Rita Angus
Impressions by some friends
JOHN TARLTON
Rita Angus in association with such artists as Colin McCahon and Toss Woollaston established a tradition in painting which has persisted, and which has profoundly influenced the course of modern New Zealand art. Her talent, her pioneering of new directions in painting, and her involvement with other artists associated with the Christchurch 'Group', helped to redirect and reinterpret artistic attirudes concerning the depiction of nature. Some of her paintings are already considered indigenous masterpieces.
Born in Hastings, Rita Angus began her artistic training in the disciplines of drawing and painting at the Palmerston North Technical School: and from 1927 to 1931 attended diploma classes at the Canterbury School of Art. It was here that she was to formalise artistic traits and establish lasting friendships with fellow artists and writers.
In 1958, Rita Angus travelled to England and the Continent with the assistance of a travel grant. There, within the major museums and amongst old masters such as Giotto, Masaccio and Fra Angelico, Angus reaffirmed her searching toward the control of tonality and colour.
Rita Angus's style complemented, in colour and line, the isolated, stark mountains - the dry vastness of atmosphere in the South Island. In order to capture this sense of vastness she intentionally depersonalised her landscapes, muting a bright palette in favour of more sober tones.
In her painting Cass Angus developed a flatness and simplicity loosely based upon Cézanne's principles of redirecting nature into geometric forms. The self-contained areas of colour dissect the picture plane, and build upthe entire composition by the interrelationships of various parts. Her primitive abstraction of nuances and structural components in the more classical sense of landscape also reinforced her ideas of the isolation of a sparsely inhabited terrain, and contributed toward pictorially establishing the quiet and provincial lifestyles of rural New Zealand - lifestyles dominated by nature, where an old railroad station, fences, machinery, retain the same weather-worn significance as the ageless mountains which surround them.
RITA ANGUS Sheds, Hawkes Bay
oil on board
(Peter Webb Galleries)
Rita Angus's landscapes, with their acute focussing of atmosphere, seem familiar - yet remain distant and untouchable.

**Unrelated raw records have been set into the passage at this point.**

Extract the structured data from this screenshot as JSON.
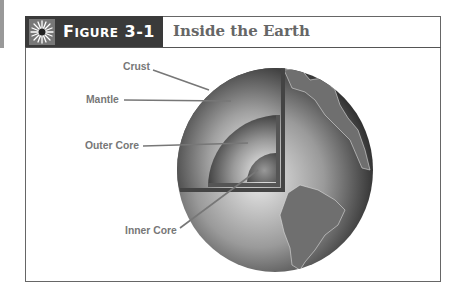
{
  "header": {
    "figure_label_prefix": "F",
    "figure_label_rest": "IGURE",
    "figure_number": "3-1",
    "title": "Inside the Earth",
    "icon": "star-burst-icon"
  },
  "diagram": {
    "labels": [
      {
        "id": "crust",
        "text": "Crust"
      },
      {
        "id": "mantle",
        "text": "Mantle"
      },
      {
        "id": "outer-core",
        "text": "Outer Core"
      },
      {
        "id": "inner-core",
        "text": "Inner Core"
      }
    ]
  }
}
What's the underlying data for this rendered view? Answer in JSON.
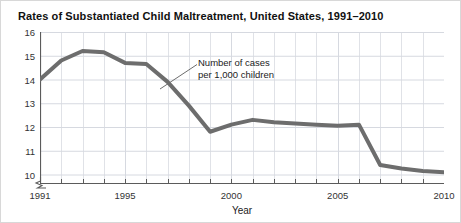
{
  "figure": {
    "title": "Rates of Substantiated Child Maltreatment, United States, 1991–2010",
    "border_color": "#d8d8d8",
    "background_color": "#ffffff"
  },
  "axes": {
    "x_title": "Year",
    "x_tick_labels": [
      "1991",
      "1995",
      "2000",
      "2005",
      "2010"
    ],
    "y_tick_labels": [
      "10",
      "11",
      "12",
      "13",
      "14",
      "15",
      "16"
    ],
    "grid_color": "#d6d9e0",
    "axis_color": "#5b5b5b",
    "axis_break_icon": "axis-break-zigzag"
  },
  "annotation": {
    "line1": "Number of cases",
    "line2": "per 1,000 children",
    "leader_color": "#6d6d6d"
  },
  "chart_data": {
    "type": "line",
    "title": "Rates of Substantiated Child Maltreatment, United States, 1991–2010",
    "xlabel": "Year",
    "ylabel": "",
    "series_label": "Number of cases per 1,000 children",
    "line_color": "#6d6d6d",
    "line_width": 4,
    "grid": true,
    "legend": "none",
    "xlim": [
      1991,
      2010
    ],
    "ylim": [
      9.6,
      16
    ],
    "y_axis_break": true,
    "x_tick_values": [
      1991,
      1995,
      2000,
      2005,
      2010
    ],
    "x_minor_ticks_every": 1,
    "y_tick_values": [
      10,
      11,
      12,
      13,
      14,
      15,
      16
    ],
    "x": [
      1991,
      1992,
      1993,
      1994,
      1995,
      1996,
      1997,
      1998,
      1999,
      2000,
      2001,
      2002,
      2003,
      2004,
      2005,
      2006,
      2007,
      2008,
      2009,
      2010
    ],
    "values": [
      14.0,
      14.8,
      15.2,
      15.15,
      14.7,
      14.65,
      13.9,
      12.9,
      11.8,
      12.1,
      12.3,
      12.2,
      12.15,
      12.1,
      12.05,
      12.1,
      10.4,
      10.25,
      10.15,
      10.1
    ]
  }
}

Their simplification and their philosophical associations make them general ideas of place rather than any specific reference to a particular location.
Rita Angus's portraits and figure paintings seem to have been influenced by several schools of thought. Her Portrait of Betty Curnow is surely one of New Zealand's most important paintings. Apparent in the portrait is a basic frontal aspect which has something Egyptian about it. The hypnotic, sharply-focussed features of the sitter's face show similarities to Byzantine portraits. Angus has again simplified, or attempted to reduce to its essentials, the human form in order to convey the emotional build-up of the subject. The portrait pose is centrally placed and restful and the painting becomes more than just a likeness of a friend. The human form is executed with the same timelessness and sculptural qualities seen within her landscapes. Throughout the background are scattered personal belongings and articles which assist the viewer in forming the composite internal portrait. The sitter's eyes reflect both patience and a feeling for the enjoyment of life and work which is echoed by the small Bruegel reproduction painted hanging behind the subject.
Rita Angus's paintings were the result of long and tireless observation. It was not uncommon for her to work for years upon one painting, continually building up and revitalising areas, rarely satisfied until the entire composition was of one feeling and consistency. It was out of this patience and dedication that she created some of the finest works yet painted by a native New Zealander.